The advantage of an ARM is that the initial interest rate may be lower than what you would have to pay for a fixed rate.
Suppose the bank calculates that, under present market conditions, they could make a reasonable profit on a mortgage if they charged, say, 5%. (I'm just making up numbers for an example. I'm not claiming that any numbers I use here are real.) But inflation is running high. Maybe it will continue to be high. Maybe it will go even higher. So making a loan at 6% would be very risky for the bank. Sure, they'd make money at that rate today. But a mortgage typically lasts 15 to 30 years. Who knows what will happen in that time? So if they're going to guarantee a rate for 30 years, to be safe they pad it a little, and charge maybe 6% or 7%.
But with a variable rate mortgage, they can offer a lower rate today and if things change increase the rate. So maybe they're willing to offer a loan at 6%. If things get worse the rate can go up to 7% or 8%. If things get better it might come down to 5%.
From the bank's point of view, an ARM reduces their risk.
From the borrower's point of view, an ARM increases his risk. Instead of the bank committing to a certain rate, it could go up. Sure, it could come down, too, but this doesn't help him much. If interest rates came down enough, he could refinance the loan. It's nice that the rate could come down and he gets the lower rate without the time and expense of refinancing, but this is a minor advantage. The bank is shifting the risk from themselves to the borrower.
If they offer a lower initial rate than fixed rates that are available, it may be a good risk to take. You may accept the risk that your payment will be higher next year in exchange for a lower payment this year. After all, it might not go up, in which case you win. A major cause of increasing loan rates is inflation, and if inflation is high your income may be going up, too, so you may have more nominal dollars next year to pay it.
If fixed rate loans are available at the same rate as the initial rate on an ARM, I don't see any reason to go with the ARM. (Well, unless other terms of the loan make it more desirable -- some other fee is lower or whatever.)
Also, I would carefully check what the rules are for determining the variable rate. I once foolishly took out a car loan with an initial rate of 9.9% but where the contract said that the bank could change the rate to anything they wanted up to 20%. After a year they jacked it up to 15% and the next year to 19%. I had no real recourse because I had signed a contract agreeing to that. I paid the loan off as quickly as I could and since then I've read the paperwork more carefully. Most ARMs I've seen since then tie the rate to something outside the bank's control and that is verifiable, like some index or the "rime rate" or some such. Maybe there are laws about this now.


→ **YOUR GOAL**: Copy each line below in which the string "legend" appears.

→ **SUPPLIED DATA**:
::::::::::

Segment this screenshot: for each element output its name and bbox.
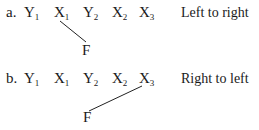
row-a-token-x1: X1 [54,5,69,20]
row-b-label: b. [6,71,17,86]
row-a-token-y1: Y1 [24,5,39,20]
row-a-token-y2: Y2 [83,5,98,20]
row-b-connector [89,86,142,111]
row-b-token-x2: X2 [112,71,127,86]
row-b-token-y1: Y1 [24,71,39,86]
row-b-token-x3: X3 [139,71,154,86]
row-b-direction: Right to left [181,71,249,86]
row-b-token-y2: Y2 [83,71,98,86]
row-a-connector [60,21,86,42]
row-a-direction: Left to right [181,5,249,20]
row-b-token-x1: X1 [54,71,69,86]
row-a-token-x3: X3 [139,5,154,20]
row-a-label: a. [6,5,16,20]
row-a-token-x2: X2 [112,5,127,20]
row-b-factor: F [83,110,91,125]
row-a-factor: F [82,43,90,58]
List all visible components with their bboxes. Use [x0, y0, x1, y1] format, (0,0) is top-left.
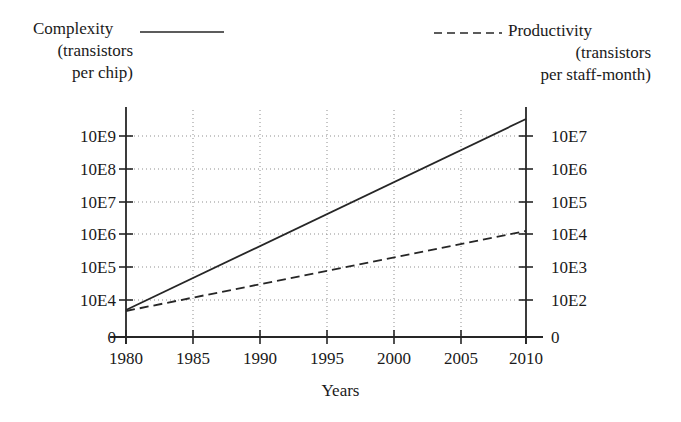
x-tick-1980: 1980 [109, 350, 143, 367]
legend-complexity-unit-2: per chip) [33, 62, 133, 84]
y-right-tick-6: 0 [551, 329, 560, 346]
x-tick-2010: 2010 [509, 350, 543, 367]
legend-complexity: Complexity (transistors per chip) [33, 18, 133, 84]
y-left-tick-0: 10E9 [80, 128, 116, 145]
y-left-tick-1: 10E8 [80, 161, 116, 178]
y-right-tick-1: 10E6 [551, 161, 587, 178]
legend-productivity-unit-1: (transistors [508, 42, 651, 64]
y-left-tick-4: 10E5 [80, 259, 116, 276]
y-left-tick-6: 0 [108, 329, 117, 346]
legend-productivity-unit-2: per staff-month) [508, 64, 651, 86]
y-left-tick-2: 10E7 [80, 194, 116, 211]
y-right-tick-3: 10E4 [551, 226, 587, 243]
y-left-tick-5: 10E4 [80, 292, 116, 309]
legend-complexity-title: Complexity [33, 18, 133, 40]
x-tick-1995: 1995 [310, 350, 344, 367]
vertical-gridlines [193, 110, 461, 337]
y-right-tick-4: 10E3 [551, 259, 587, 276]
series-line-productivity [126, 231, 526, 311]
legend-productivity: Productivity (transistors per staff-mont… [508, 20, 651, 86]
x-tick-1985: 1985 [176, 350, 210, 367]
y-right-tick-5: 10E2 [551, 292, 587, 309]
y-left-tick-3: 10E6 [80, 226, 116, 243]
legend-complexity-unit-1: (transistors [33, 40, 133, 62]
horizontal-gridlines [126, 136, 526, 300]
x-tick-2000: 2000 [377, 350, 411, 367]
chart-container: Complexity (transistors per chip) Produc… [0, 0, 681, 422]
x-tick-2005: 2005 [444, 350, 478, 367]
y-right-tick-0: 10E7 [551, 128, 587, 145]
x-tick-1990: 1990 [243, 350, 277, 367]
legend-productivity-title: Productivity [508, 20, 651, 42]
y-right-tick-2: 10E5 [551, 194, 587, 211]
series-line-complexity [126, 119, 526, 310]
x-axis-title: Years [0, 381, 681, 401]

::::::::::

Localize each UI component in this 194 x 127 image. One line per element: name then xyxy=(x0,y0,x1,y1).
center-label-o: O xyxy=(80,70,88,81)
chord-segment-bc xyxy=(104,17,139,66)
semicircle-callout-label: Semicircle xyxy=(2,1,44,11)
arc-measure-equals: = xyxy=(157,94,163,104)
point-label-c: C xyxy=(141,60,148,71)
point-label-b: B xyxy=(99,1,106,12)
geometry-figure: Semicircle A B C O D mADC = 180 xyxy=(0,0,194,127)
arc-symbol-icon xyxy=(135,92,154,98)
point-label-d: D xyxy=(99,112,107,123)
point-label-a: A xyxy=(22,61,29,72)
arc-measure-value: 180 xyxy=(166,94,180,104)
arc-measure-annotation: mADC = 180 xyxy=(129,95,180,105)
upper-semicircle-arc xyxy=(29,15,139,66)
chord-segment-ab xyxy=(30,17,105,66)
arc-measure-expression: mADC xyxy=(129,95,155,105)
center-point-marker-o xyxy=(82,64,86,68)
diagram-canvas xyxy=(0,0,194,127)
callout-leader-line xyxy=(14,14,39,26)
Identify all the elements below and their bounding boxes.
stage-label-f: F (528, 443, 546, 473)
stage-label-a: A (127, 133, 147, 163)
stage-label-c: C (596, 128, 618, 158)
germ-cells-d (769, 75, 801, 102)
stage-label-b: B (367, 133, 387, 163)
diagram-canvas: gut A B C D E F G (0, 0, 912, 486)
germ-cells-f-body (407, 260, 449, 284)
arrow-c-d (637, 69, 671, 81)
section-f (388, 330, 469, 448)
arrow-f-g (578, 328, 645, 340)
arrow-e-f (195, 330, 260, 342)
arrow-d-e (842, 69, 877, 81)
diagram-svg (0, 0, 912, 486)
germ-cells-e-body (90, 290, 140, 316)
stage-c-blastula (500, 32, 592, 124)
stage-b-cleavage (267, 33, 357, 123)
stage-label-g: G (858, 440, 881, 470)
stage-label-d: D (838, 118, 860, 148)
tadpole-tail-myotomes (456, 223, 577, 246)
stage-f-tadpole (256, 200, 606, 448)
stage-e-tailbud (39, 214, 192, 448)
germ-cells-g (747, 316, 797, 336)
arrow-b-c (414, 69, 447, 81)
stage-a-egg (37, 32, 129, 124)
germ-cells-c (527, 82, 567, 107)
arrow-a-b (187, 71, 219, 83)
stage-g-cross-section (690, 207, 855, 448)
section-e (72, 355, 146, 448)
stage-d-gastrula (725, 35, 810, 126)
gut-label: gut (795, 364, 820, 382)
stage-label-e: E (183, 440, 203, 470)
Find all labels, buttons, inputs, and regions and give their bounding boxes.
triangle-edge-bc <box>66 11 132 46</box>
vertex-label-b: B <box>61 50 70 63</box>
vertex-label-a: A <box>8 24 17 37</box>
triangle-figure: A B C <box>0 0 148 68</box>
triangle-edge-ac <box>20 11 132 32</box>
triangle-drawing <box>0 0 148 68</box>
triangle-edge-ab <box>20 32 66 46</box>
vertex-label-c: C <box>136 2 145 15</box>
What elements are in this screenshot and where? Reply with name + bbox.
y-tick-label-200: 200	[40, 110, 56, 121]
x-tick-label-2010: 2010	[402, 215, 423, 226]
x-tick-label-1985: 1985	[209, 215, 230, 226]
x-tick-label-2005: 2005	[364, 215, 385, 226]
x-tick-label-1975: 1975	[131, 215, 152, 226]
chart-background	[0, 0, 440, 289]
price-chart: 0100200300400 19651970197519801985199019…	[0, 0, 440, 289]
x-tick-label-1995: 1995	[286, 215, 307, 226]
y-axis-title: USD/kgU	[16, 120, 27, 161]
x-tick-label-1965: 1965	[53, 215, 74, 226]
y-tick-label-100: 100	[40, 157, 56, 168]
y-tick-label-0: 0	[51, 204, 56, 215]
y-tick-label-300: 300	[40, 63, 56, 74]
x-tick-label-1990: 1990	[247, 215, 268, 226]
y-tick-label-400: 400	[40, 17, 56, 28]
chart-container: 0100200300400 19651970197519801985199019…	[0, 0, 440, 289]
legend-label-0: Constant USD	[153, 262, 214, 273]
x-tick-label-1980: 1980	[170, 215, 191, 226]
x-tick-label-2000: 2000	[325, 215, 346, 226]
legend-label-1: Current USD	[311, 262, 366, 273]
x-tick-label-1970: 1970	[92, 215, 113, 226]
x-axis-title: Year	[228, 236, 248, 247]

::::::::::

→ **ANSWER BELOW**:
legend-complexity-unit-2: per chip) [33, 62, 133, 84]
legend-complexity: Complexity (transistors per chip) [33, 18, 133, 84]
legend-productivity-unit-1: (transistors [508, 42, 651, 64]
legend-productivity-unit-2: per staff-month) [508, 64, 651, 86]
legend-complexity-title: Complexity [33, 18, 133, 40]
legend-productivity: Productivity (transistors per staff-mont… [508, 20, 651, 86]
legend-complexity-unit-1: (transistors [33, 40, 133, 62]
legend-productivity-title: Productivity [508, 20, 651, 42]
legend-label-0: Constant USD	[153, 262, 214, 273]
legend-label-1: Current USD	[311, 262, 366, 273]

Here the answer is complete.